MSNBC: Large bodies like to stay near their stars, astronomers say
The Boston Globe: Two professors at the Massachusetts Institute for Technology and the institute's former president have been chosen to receive the nation's highest honors for science and technology, the White House announced today, an extraordinary concentration of achievement for one university.
The New York Times: Eric Mazur, a professor at Harvard, wants his students to understand concepts, not regurgitate facts.
ScienceNow: Cut a thin strip from a piece of paper, twist it, and connect the two loose ends. You'll end up with a Möbius strip, a graceful bracelet that oddly has only one side, as you can easily demonstrate by running your finger around it. Now try the same thing with the much wider strip of paper. Why is it harder to connect the ends?
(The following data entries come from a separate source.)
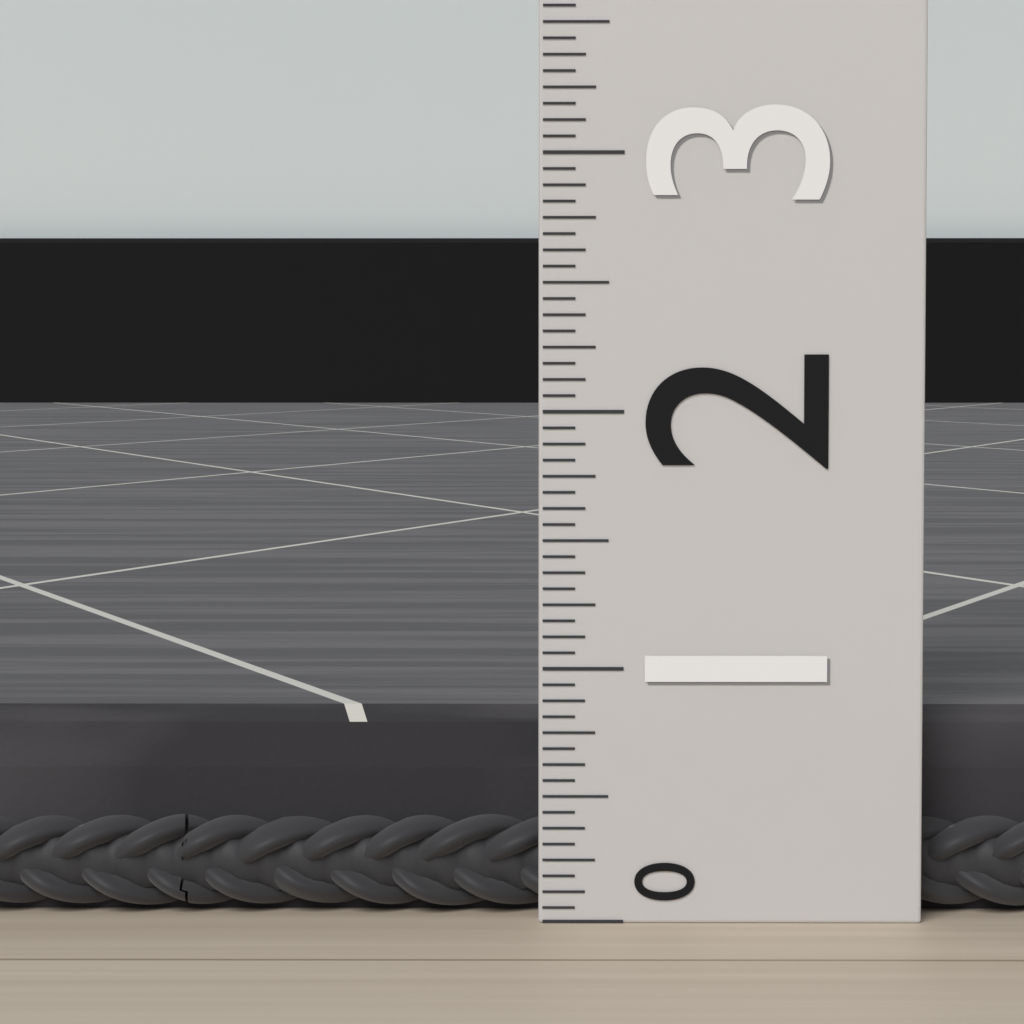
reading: 0.8125 (no unit)
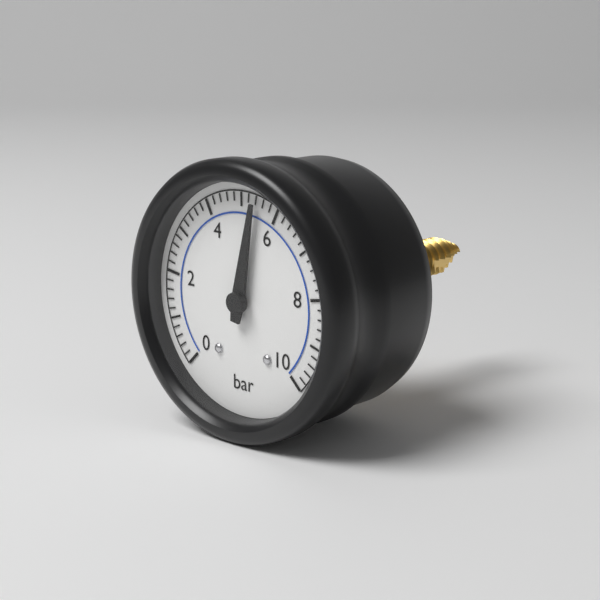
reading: 5.4 bar
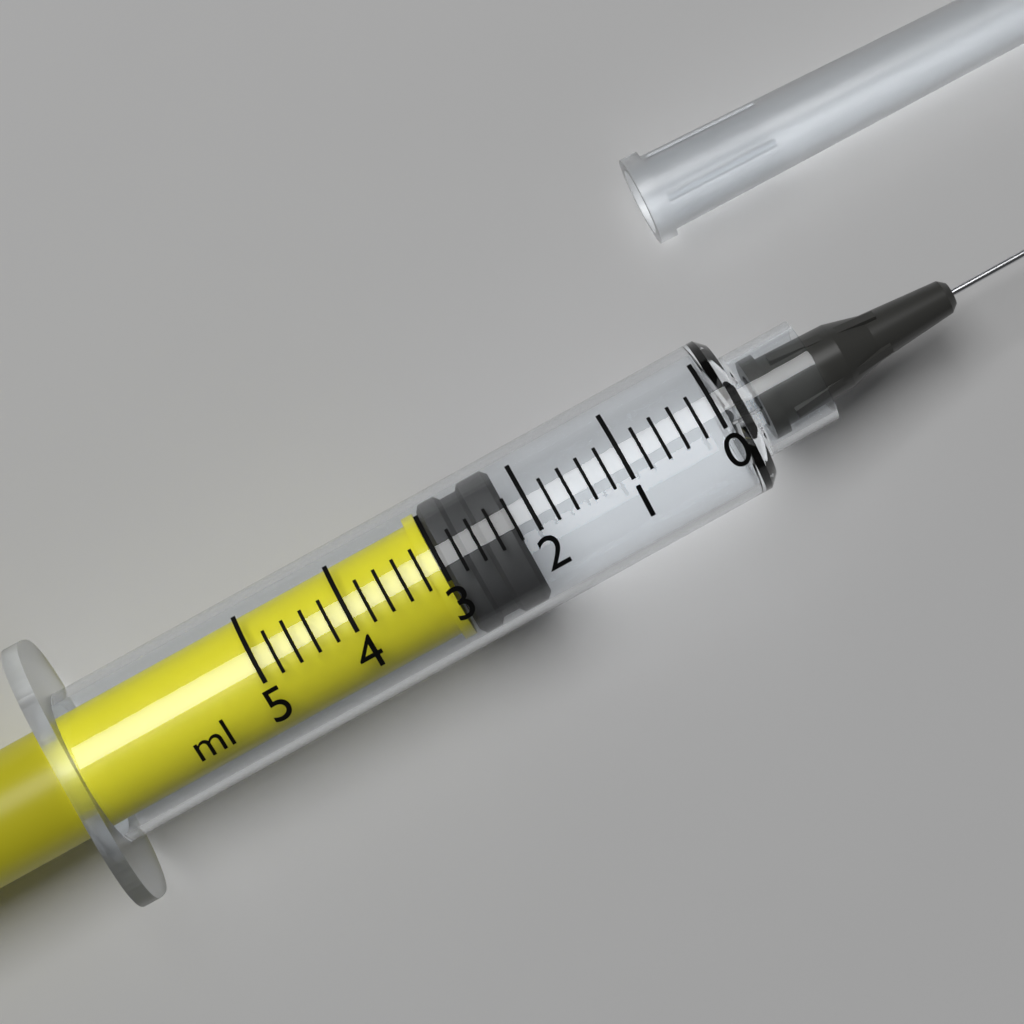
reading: 2.2 ml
Mathematicians now have a precise answer.
The Baltimore Sun: Adam Riess, the Johns Hopkins University astrophysicist who discovered that the universe is flying apart at an accelerating rate in response to a still-mysterious force dubbed "dark energy," has won yet another top prize for his discovery.
BBC: The UK government needs to develop a more coherent strategy on space, or risk falling behind other countries, a House of Commons committee has warned.
International Herald Tribune: United Nations inspectors have confirmed that North Korea has shut down its weapons-making nuclear reactor, the UN nuclear monitoring agency said Monday. Pyongyang, meanwhile, warned Washington that the real bargaining over its nuclear disarmament had only begun.
NPR: One of the world's largest reflecting telescopes takes its first look at the sky. The Great Canary Telescope sits on a peak on the Atlantic island of La Palma. It's expected to be fully online by 2008.
The New York Times: The trade association for the nuclear power industry recently asked 1,000 Americans what energy source they thought would be used most for generating electricity in 15 years. The top choice? Not nuclear plants, or coal or natural gas. The winner was the sun, cited by 27 percent of those polled.
Chicago Tribune: Well-known scientist returns to lead push for exotic-beam facility
Environmental News Network: As the summer swelters on, skyscrapers and apartments around the city will be cranking up the air conditioning and pushing the city's power grid to the limit.
Guardian Unlimited: The UN nuclear watchdog said today that Iran had agreed to lift its ban on inspectors visiting a controversial nuclear facility, and was ready to answer questions about its past plutonium experiments.
Science: Physicists at an ultrasensitive cosmic-ray observatory in Argentina say puzzled theorists can stop trying to explain ultrahigh-energy particles that other instruments had spotted streaming from outer space: the particles weren’t there.
University at Buffalo Reporter: Mention "outsourcing" and people tend to think of fields like manufacturing or telemarketing; theoretical physics isn't even on the list.
The Christian Science Monitor: American high-schoolers will test their physics prowess in Iran against teams from 70-plus nations.
The Register: For the first time ever, water has been conclusively identified in the atmosphere of a planet outside our solar system.